PLN needs extra power to avoid crisis in Java, Bali

Moch. N. Kurniawan, The Jakarta Post, Jakarta

State electricity company PLN said on Wednesday that it needed some 2,300 megawatts (MW) in extra power until 2005 to keep Java and Bali islands from an imminent power crisis.

PLN finance director Parno Isworo said that some 1,320 MW would be supplied from the independent power producer (IPP) called the Tanjung Jati B power plant in Central Java.

Parno said that the power plant would start operation in 2004.

He added that the remainder would be generated from the expansion of PLN's power plants, namely the Muara Karang and the Muara Tawar plants in North Jakarta, which are expected to begin operation in 2005.

"We expect the three plants to operate as scheduled so that we can avoid a power crisis in Java and Bali," he told reporters during a break from a seminar on electricity fees.
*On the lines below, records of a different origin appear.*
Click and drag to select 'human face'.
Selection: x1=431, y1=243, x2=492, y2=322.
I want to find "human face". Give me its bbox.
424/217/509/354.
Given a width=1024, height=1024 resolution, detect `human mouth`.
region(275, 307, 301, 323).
Parno said that, without boosting the current capacity of 18,600 MW, Java and Bali would face a power crisis starting in 2004, continuing into the following year.
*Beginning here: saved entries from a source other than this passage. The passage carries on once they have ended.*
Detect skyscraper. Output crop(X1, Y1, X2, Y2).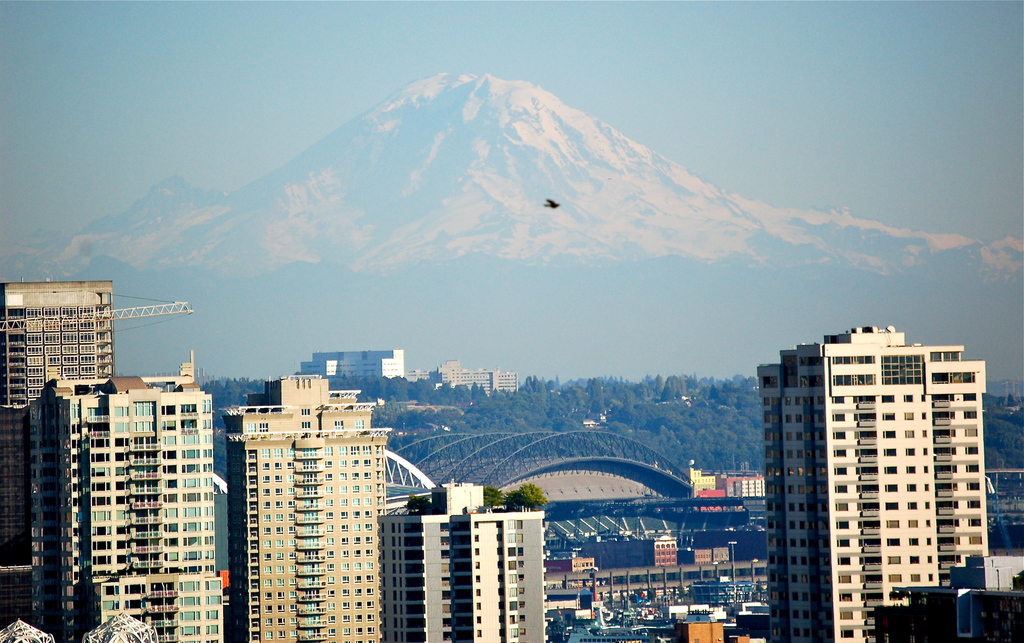
crop(760, 320, 988, 642).
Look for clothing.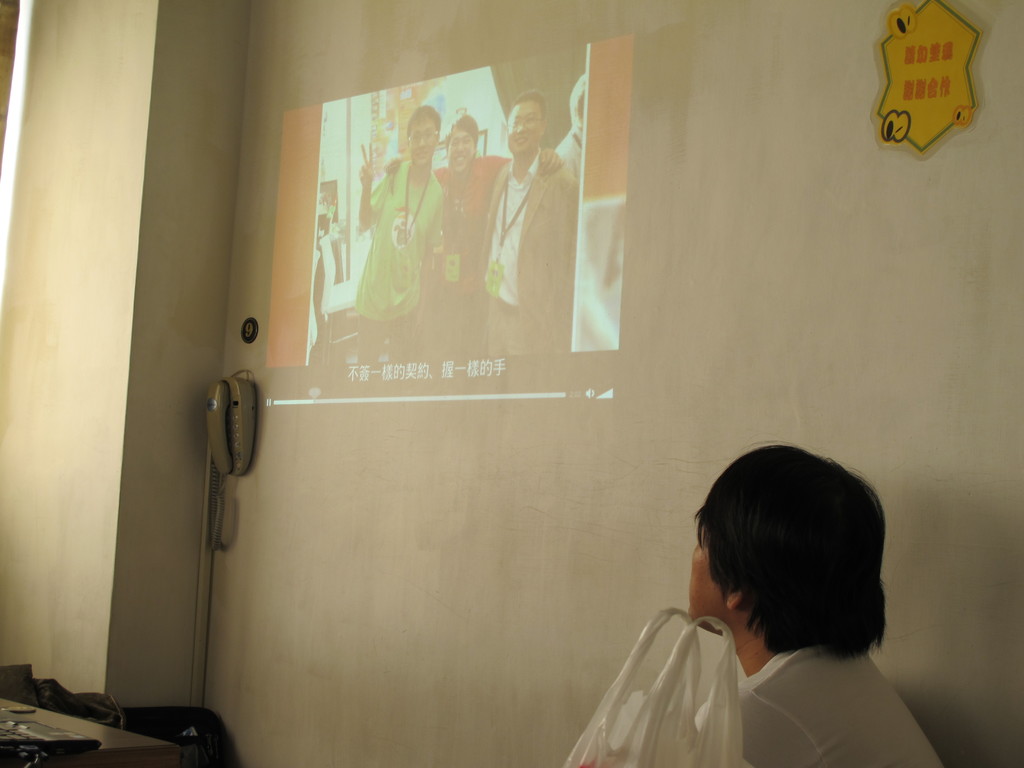
Found: box=[551, 122, 584, 191].
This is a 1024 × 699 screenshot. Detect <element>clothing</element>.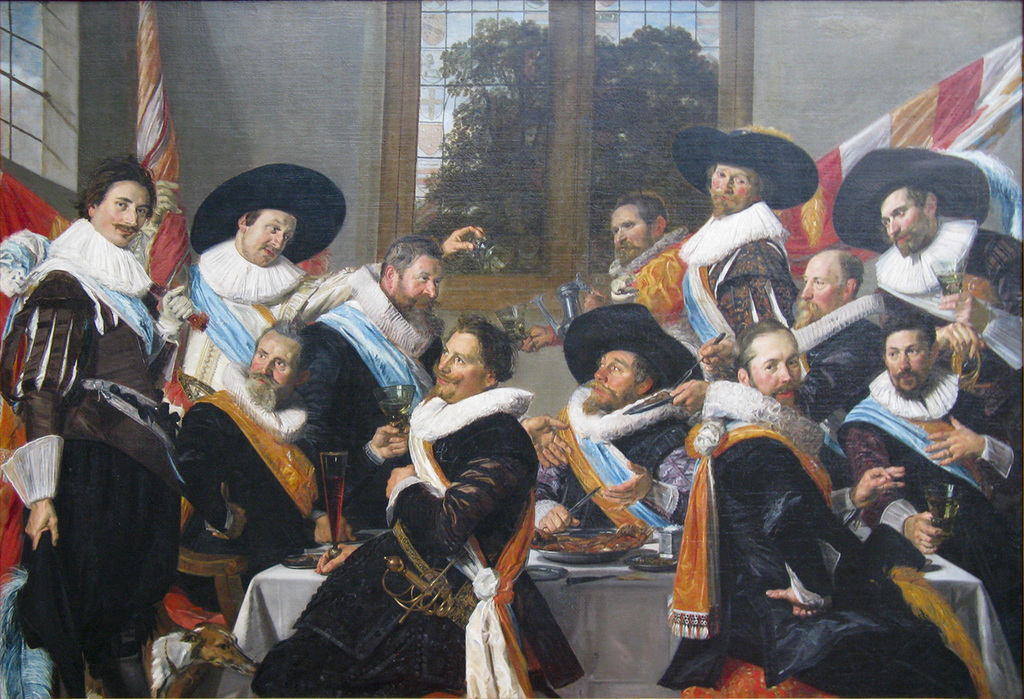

By 2005, he added, peak power demand will have risen by about seven percent per year to 16,300 MW, up from the current peak of 13,300 MW.

He said that the ideal size of PLN's power supply was 28 percent higher than the level of demand.

The operation of the three plants, which would increase the power capacity in Java and Bali to 20,900 MW in 2005, would be sufficient to meet a peak in power demand, he added.

The government has said that the Tanjung Jati B plant was ready to be developed as PLN and the IPP, PT CEPA Indonesia, have clinched a long term agreement in November to amend the previous contract first signed in 1994.

The project was halted in early 1999 as part of a government decision to annul all contracts with the 27 IPPs because PLN could not pay rates to all IPPs amid the sharp depreciation of the rupiah in the middle of the 1997-1998 financial crisis.

Parno, however, said that the Muara Karang and Muara Tawar power plant expansion programs centered on loans from the Japan Bank International Corporation (JBIC), which have yet to be negotiated.